Grubstake Inv. Ass'n v. State
Decision Date | 24 February 1925 |
Docket Number | (No. 6878.)<SMALL><SUP>*</SUP></SMALL> |
Citation | 272 S.W. 527 |
Parties | GRUBSTAKE INV. ASS'N et al. v. STATE et al. |
Court | Texas Court of Appeals |
Appeal from District Court, Travis County; George Calhoun, Judge.
Suit by the State of Texas and others against the Grubstake Investment Association and others. Judgment for plaintiffs, and defendants appeal. Reversed and remanded, with instructions.
Dougherty, Dougherty & Tarlton, of Beeville, and Gaines, Quin, Harley & Gaines, of San Antonio, for appellants.
W. A. Keeling, Atty. Gen., and W. W. Caves, Asst. Atty. Gen., for appellee State.
White, Wilcox, Graves & Taylor, of Austin, for appellees Coyle and Coyle Concord Oil Co.
This case presents the question whether, under the Mexican law as it existed in 1835, a grant of land bordering upon a public stream vested in the grantee title in the bed to the thread of the stream, or, on the other hand, whether the boundary of such grant terminated at the borders of the stream. This question, we think, has never been judicially determined in this state.
Since we have reached the conclusion that the grant vested in the grantee title in the bed to the thread of the stream, and since this holding is decisive of the case, it will be necessary only to state so much of the record as has bearing upon this issue. The suit was brought by the state against various parties as the present owner of grants made in the year 1835 by the Mexican government, which grants called for the Frio river as one of their boundaries.
A. J. Coyle and others were impleaded as co-plaintiffs under the allegation that they were holders of oil leases issued by the land office, under chapter 83 of the Laws of 1917 (Vernon's Ann. Civ. St. Supp. 1918, arts. 5904-5904w), which authorizes the leasing of the bed of streams, where the title is in the state, for the purpose of prospecting and drilling for oil. While the suit in form was in trespass to try title, its real and only purpose was to determine the title to the oil and other minerals lying under the bed of the Frio river, adjacent to the surveys in question. No issue is involved as to the public character of the waters of the Frio river as distinguished from title to the bed of the stream, burdened with such servitude as the public character of the waters might impose.

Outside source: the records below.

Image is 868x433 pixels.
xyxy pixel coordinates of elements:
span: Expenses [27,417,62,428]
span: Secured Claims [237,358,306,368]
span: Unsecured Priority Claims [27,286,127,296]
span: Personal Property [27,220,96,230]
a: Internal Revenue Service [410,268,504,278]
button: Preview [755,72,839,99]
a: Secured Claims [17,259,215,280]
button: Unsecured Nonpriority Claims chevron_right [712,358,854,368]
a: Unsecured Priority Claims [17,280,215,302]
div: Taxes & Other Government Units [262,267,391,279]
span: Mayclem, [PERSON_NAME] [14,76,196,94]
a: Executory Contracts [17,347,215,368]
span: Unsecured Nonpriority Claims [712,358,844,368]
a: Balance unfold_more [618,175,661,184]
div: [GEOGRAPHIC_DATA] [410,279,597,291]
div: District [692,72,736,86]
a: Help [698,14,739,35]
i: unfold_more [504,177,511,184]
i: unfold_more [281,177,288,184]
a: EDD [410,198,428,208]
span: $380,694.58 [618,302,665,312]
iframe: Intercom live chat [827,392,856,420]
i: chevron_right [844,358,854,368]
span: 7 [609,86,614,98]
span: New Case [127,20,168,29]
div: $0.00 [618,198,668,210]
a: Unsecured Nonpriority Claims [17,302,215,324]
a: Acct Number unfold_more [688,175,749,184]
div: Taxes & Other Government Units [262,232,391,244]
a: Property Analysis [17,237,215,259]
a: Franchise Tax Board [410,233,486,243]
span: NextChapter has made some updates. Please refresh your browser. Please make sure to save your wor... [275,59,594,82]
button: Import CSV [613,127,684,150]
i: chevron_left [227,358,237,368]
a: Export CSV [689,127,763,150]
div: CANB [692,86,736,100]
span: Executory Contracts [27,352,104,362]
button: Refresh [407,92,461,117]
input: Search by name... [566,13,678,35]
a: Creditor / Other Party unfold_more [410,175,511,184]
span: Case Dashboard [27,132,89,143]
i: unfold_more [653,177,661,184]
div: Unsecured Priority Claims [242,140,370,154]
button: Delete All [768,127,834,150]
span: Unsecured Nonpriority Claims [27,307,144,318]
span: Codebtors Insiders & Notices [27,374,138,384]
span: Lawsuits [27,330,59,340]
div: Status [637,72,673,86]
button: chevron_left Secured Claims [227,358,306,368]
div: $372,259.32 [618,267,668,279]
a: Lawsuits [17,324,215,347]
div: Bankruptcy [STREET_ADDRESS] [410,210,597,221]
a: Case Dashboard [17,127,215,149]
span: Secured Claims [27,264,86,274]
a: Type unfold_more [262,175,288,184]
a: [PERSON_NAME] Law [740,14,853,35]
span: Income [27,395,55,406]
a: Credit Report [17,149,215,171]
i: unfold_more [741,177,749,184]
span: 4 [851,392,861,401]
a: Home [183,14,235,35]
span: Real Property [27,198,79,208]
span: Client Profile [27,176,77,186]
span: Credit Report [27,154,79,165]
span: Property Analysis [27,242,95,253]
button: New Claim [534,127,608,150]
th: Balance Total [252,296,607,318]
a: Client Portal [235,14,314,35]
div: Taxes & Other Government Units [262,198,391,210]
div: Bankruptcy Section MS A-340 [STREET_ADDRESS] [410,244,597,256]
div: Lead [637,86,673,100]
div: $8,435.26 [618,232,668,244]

The suit was tried to the court without a jury and resulted in a judgment in favor of the state and its coplaintiffs; from which judgment the defendants have appealed. While the statement of facts in the case is quite voluminous, there is little, if any, conflict in the evidence having material or substantial bearing upon the case. The pertinent findings of fact and conclusions of law filed by the trial court follow:
Findings and conclusions having no bearing upon the controlling issue are omitted. The fourth finding of fact of the trial court is unquestionably based upon the legal conclusion that, under the civil law in force in Mexico in 1835, the bed of a public river (whether navigable or nonnavigable in fact) was public in the same sense that the waters of such river were public, and that a grant by the government calling for a stream as a boundary vested in the grantee title only to the low-water edge and not to the thread of the stream, in like manner as grants under the republic or state of Texas, after the passage of the act of December 14, 1837 (present article 5338, Revised Statutes), calling for the borders of a stream navigable under the provisions of that act. Each of the grants in question calls to begin on the margin of the Rio Frio and to follow the river upward by specific numbers of measurements, "along the different courses formed by its currents." The field notes of the meanders of the river are not given in the grants, but this fact we think has no significance. The stream is clearly called for as one of the boundaries of the surveys, and unless the holding of the trial court with reference to the civil law in force in Mexico at the time of these grants is correct, then clearly the grants carry title to the bed of the river to the thread of the stream. Muller v. Landa, 31 Tex. 265, 98 Am. Dec. 529; Dutton v. Vierling (Tex. Civ. App.) 152 S. W. 450. The trial court makes no finding whether the Frio river at the point in question was in fact navigable. The court no doubt took the view that this question was immaterial, and that no distinction existed in the civil law of Mexico with reference to public rivers regardless of whether they were navigable or nonnavigable in fact. We think this conclusion is correct. Nor does it appear to be seriously contested by the parties to the suit on either side.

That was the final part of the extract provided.